Baruch Spinoza | |
---|---|
Born |
Amsterdam, Dutch Republic |
24 November 1632
Died | 21 February 1677 The Hague, Dutch Republic |
(aged 44)
Residence | Netherlands |
Education |
Talmud Torah of Amsterdam (withdrew) |
Alma mater |
University of Leiden (no degree) |
Era | 17th-century philosophy |
Region | Western philosophy |
School | Rationalism, founder of Spinozism |
Main interests
|
Ethics, epistemology, metaphysics, Hebrew grammar |
Notable ideas
|
Pantheism, determinism, neutral monism, parallelism, intellectual and religious freedom, separation of church and state, criticism of Mosaic authorship of some books of the Hebrew Bible, political society as derived from power (not contract), affect, natura naturans/natura naturata |
Baruch Spinoza (/bəˈruːk spɪˈnoʊzə/;Dutch: [baːˈrux spɪˈnoːzaː]; born Benedito de Espinosa, Portuguese: [bɨnɨˈðitu ðɨ ʃpiˈnɔzɐ]; 24 November 1632 – 21 February 1677, later Benedict de Spinoza) was a Dutch philosopher of Sephardi/Portuguese origin. By laying the groundwork for the 18th-century Enlightenment and modern biblical criticism, including modern conceptions of the self and the universe, he came to be considered one of the great rationalists of 17th-century philosophy.

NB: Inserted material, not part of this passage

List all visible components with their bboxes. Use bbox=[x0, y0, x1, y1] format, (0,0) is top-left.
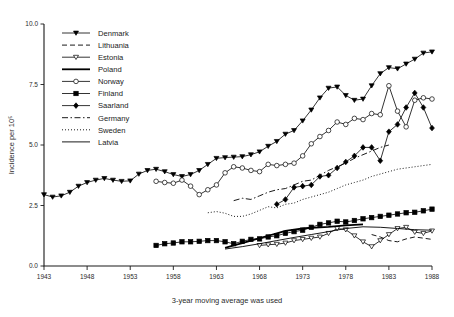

Spinoza's magnum opus, Ethics, was published posthumously in 1677. The work opposed René Descartes' philosophy on mind–body dualism, and earned Spinoza recognition as one of Western philosophy's most important thinkers. In the Ethics, "Spinoza wrote the last indisputable Latin masterpiece, and one in which the refined conceptions of medieval philosophy are finally turned against themselves and destroyed entirely."Hegel said, "You are either a Spinozist or not a philosopher at all." His philosophical accomplishments and moral character prompted 20th-century philosopher Gilles Deleuze to name him "the 'prince' of philosophers".